On EC2, scaling is entirely in your hands. If you are a MySQL wizard, you can scale that part of the stack well. Scaling is half limited only by the constraints of the boxes you rent from Amazon behalf by your skill and the other half by creativity in making them perform well. At DotSpots, we spent a fair bit of time scaling MySQL up for our web crawling activities. We built out custom infrastructure for serving key/value data fast. There was infrastructure all over the place just to keep up with what we wanted to do. Our team put a lot of work into it, but at the end of the day, it was fast.

It’s my opinion that your potential for scaling on AppEngine is much higher for a given set of resources, if your application fits within the constraints of the “ideal application set” for AppEngine. There are some upcoming technologies that I’m not allowed to talk about right now that will expand this set of ideal applications for AppEngine dramatically.

Reliability and availability

As for reliability and availability, it’s not an exact comparison here again. On EC2, an instance will fail from time-to-time for no reason. In some cases it’s just a router failure and the instance comes back in a few minutes to a few hours later. Other times, the instance just dies, taking its ephemeral state with it. In our large DotSpots fleet, we’d see a machine lock up or disappear somewhere around once a 1 month or so. The overall failure rate here was pretty low, but enough that you need to keep on your toes for monitoring and backups. We did have a catastrophic failure while using Elastic Block Store that effectively wiped out all of the data we were storing on it - that was the last time we used EBS (in fairness, that was in the early days of EBS and this probably not as likely to happen again).

On AppEngine, availability is a bit of a different story. Up until the new High-replication datastore, you’d be forced to go down every time the Datastore went into maintenance - a few hours a month. With the new HR datastore, this downtime is effectively gone, in exchange for slightly higher transaction processing fees on Datastore operations. These fees are negligible overall and definitely worth the tradeoff for increased reliability.
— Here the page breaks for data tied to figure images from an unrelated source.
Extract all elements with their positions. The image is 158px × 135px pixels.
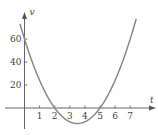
x-tick-label: 7 [127, 111, 133, 121]
velocity-chart: 1234567204060 t v [0, 0, 158, 135]
x-axis-label: t [150, 95, 154, 105]
y-axis-arrow [22, 12, 27, 19]
x-tick-label: 5 [97, 111, 103, 121]
y-tick-label: 40 [10, 57, 22, 67]
x-tick-label: 4 [82, 111, 88, 121]
y-tick-label: 60 [10, 34, 22, 44]
x-tick-label: 6 [112, 111, 118, 121]
x-tick-label: 2 [52, 111, 58, 121]
y-axis-label: v [30, 7, 35, 17]
x-axis-arrow [149, 106, 156, 111]
x-tick-label: 1 [37, 111, 43, 121]
y-tick-label: 20 [10, 80, 22, 90]
x-tick-label: 3 [67, 111, 73, 121]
AppEngine had some rough patches for Datastore reliability around last September, but these have pretty much disappeared for us. Google’s AppEngine team has been working hard behind the scenes to keep it ticking well. There are some mysterious failures in application publishing from time-to-time on AppEngine. They happen for a few minutes to a few hours at a time, then get resolved as someone internally at Google fixes it. These publish failures don’t affect your running code - just your ability to publish new code. We’re doing continuous deployment on AppEngine, so this affects us more than others.

If you measure reliability in terms of the stress imposed on developers keeping the application running, AppEngine is a clear winner in my mind. If you measure it by the time that your application isn’t unavailable from forces beyond your control, EC2 wins (but only by a small amount, and by a much smaller margin when comparing the HR datastore).